Josephine Alfreda Lilley Shercliff was born on 2 November 1902 in Burton upon Trent, England, the daughter of a brewer. The family home, which was leased from the British fascist Sir Oswald Mosley who lived nearby, was at Rolleston on Dove near Burton. Shercliff went to boarding school in Lincoln. She then was accepted by the University of Oxford, at a time when it was extremely unusual for women to go to university, obtaining a BA degree in English literature in 1924. At the university, she was a member of the Society of Oxford Home Students, which offered lodging in houses in Oxford rather than in halls of residence. This later became St Anne's College.[1][2][3][4]
Paris

After graduating, she obtained a job in London with the Daily Express, initially as a secretary but then taking on journalism work, writing about fashion.
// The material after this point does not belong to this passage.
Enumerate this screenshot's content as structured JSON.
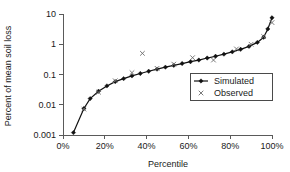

In the early 1930s she left the United Kingdom, and rarely returned for any length of time. She first lived in Paris, working as a secretary at the American Library, where she met many of the American writers who lived in that city at that time. She continued her career in journalism in France as an assistant to the correspondent of the Daily Herald. One of her jobs was to locate former Moulin Rouge can-can dancer, Jane Avril, who had been the muse of the painter Henri de Toulouse-Lautrec, which she successfully did. Their long discussions led to Shercliff publishing a book about Avril in 1952, using illustrations from Lautrec's work.[1][2][3][4][5]
Barcelona
Shercliff, who also worked for the News Chronicle, was then sent to Barcelona in 1936 to cover the People's Olympiad, which was planned as a protest against the 1936 Summer Olympics being held in Nazi Germany. However, the People's Olympiad did not take place because the Spanish Civil War broke out. Shercliff now inadvertently became a war correspondent, sending vivid accounts of the fighting back to the Daily Herald, smuggling her copy out of Spain with the help of willing travellers. Staying in Barcelona for three weeks, she was briefly arrested on suspicion of being a spy.[5]